Thirteenth-century sailors circulated navigational maps known as “portolan charts,” which they supplemented and edited based on their individual knowledge and experiences. These authorless, communal, and evolving charts became increasingly accurate over time. Wiki much?
The map pictured is a “mappa mundi,” or “map of the world.” These maps were generated by medieval Christian scholars from existing evidence and (educated) guesswork. Surprisingly accurate given the time period, they were used for everything from decoration to strategic planning. Over a thousand examples of mappae mundi have been preserved; their origins and sources are in many instances well cataloged.
In contrast, “portolan charts” were practical guides to navigation, showing coastlines and known islands or other objects or phenomenon of interest. Such charts grew organically from the work of sailors. Often these maps were the product of disparate collaborators, and sometimes contained notations in multiple languages. A sea captain in 1290 might ask around for the latest portolan chart prior to an expedition and, following the journey, recirculate an amended version containing his own knowledge or subsequent discoveries.
From Tony Campbell, Map Librarian of the British Map Library: "The medieval mappaemundi (world maps in the Christian tradition) are the cosmographies of thinking landsmen. By contrast, the portolan charts preserve the Mediterranean sailors firsthand experience of their own sea, as well as their expanding knowledge of the Atlantic Ocean." See Tony Campbell, "Portolan Charts from the Late Thirteenth Century to 1500," in The History of Cartography, Volume 1: Cartography in Prehistoric, Ancient, and Medieval Europe and the Mediterranean (1987), 372.
I imagine this observation has been made before, but are not thirteenth-century portolan charts a very early precursor to wikis? The knowledge accumulation these charts facilitated may not have been as “fast” as the word wiki implies, but the organic collaboration and fact-checking appears in full force.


What you should do →
Could you return, exactly as written, every line from the one containing "This screenshot has width=652, height=368." through the last line of the entries below, leaving out the pictures?

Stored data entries
::::

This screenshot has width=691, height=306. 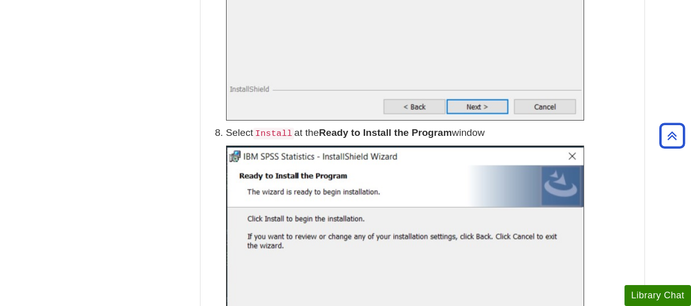 I want to click on b: Ready to Install the Program, so click(x=385, y=133).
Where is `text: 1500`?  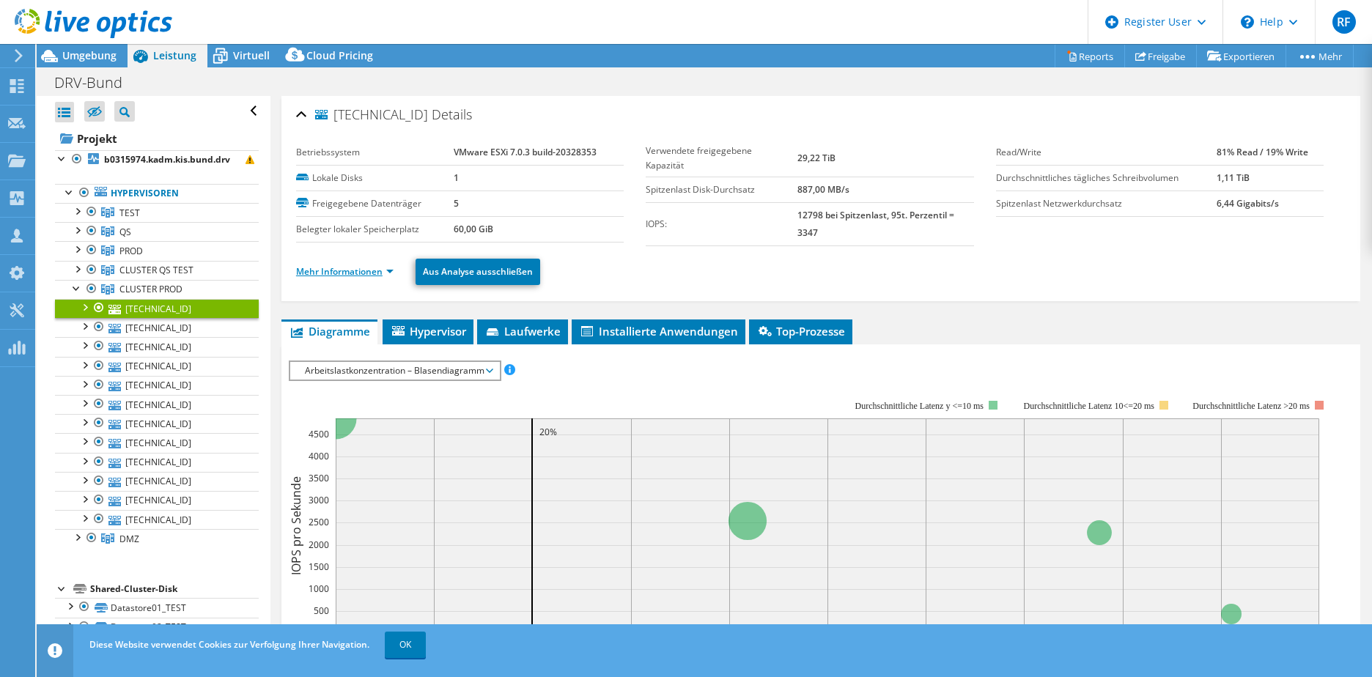
text: 1500 is located at coordinates (319, 567).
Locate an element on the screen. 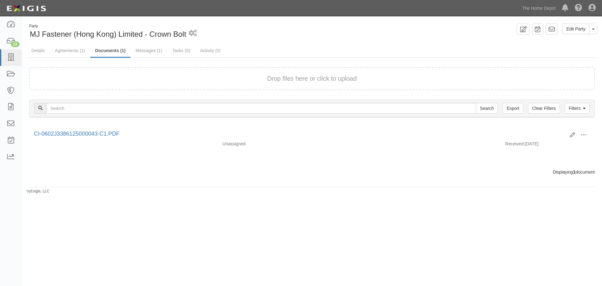 This screenshot has height=286, width=602. a: Messages (1) is located at coordinates (149, 50).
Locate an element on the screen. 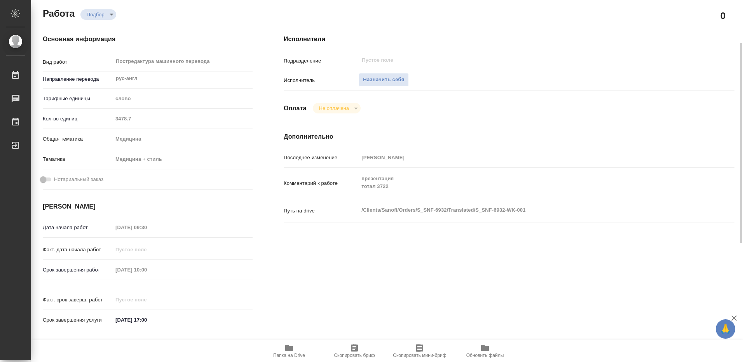  p: Срок завершения услуги is located at coordinates (78, 320).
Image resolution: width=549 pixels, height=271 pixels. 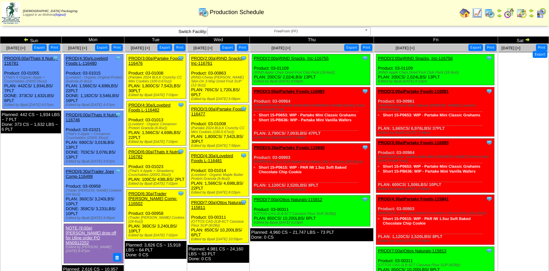 I want to click on a: PROD(3:00a)Partake Foods-116093, so click(x=413, y=142).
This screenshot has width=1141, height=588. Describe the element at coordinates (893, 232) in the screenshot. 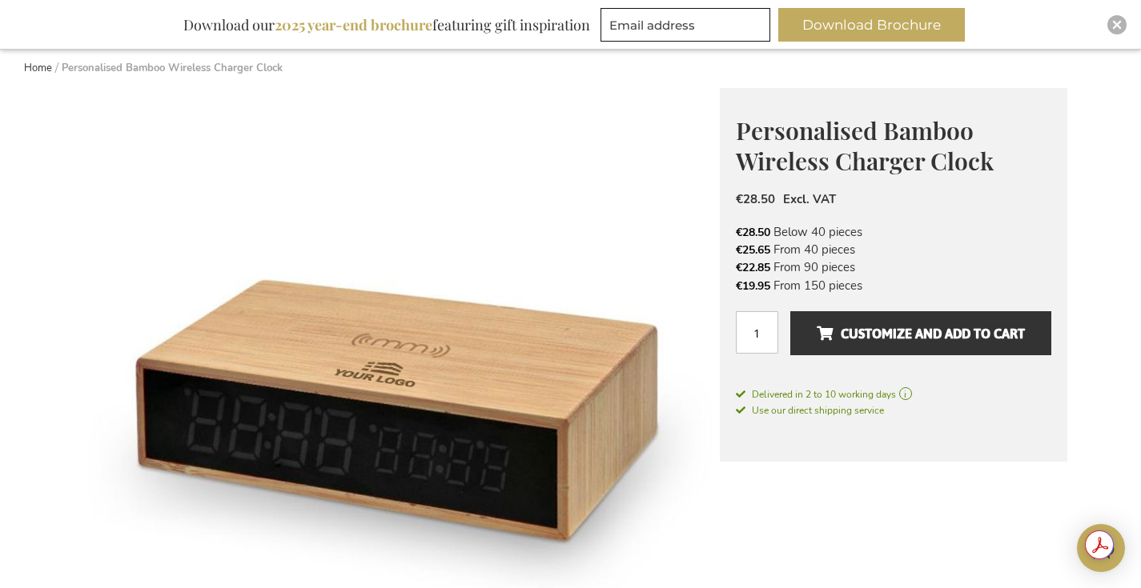

I see `li: Below 40 pieces` at that location.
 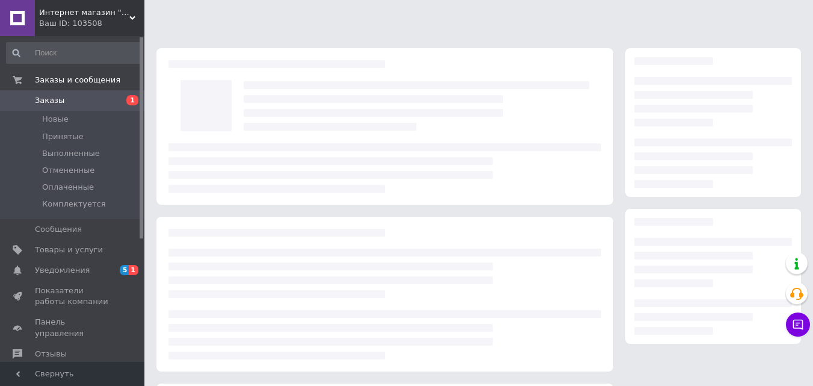 I want to click on span: Уведомления, so click(x=62, y=270).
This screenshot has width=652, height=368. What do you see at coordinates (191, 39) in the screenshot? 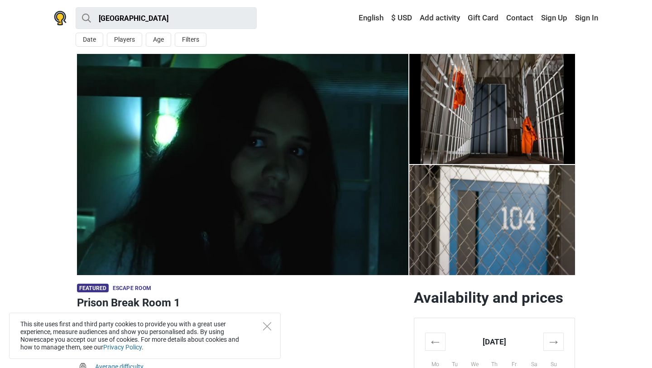
I see `button: Filters` at bounding box center [191, 39].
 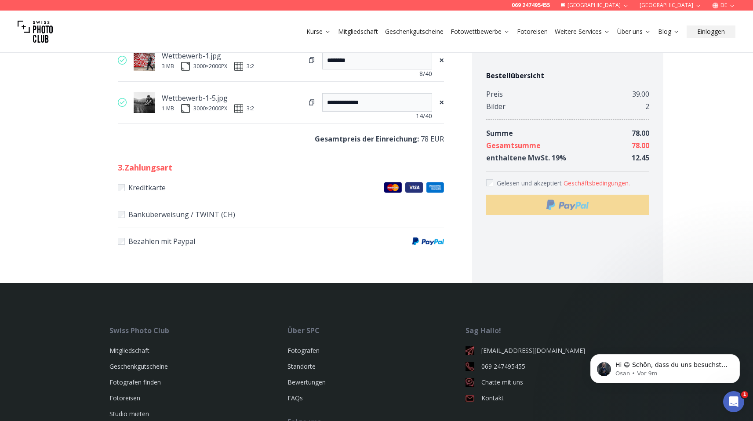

::::

Exercise answer →
This screenshot has width=652, height=368. What do you see at coordinates (191, 39) in the screenshot? 
I see `button: Filters` at bounding box center [191, 39].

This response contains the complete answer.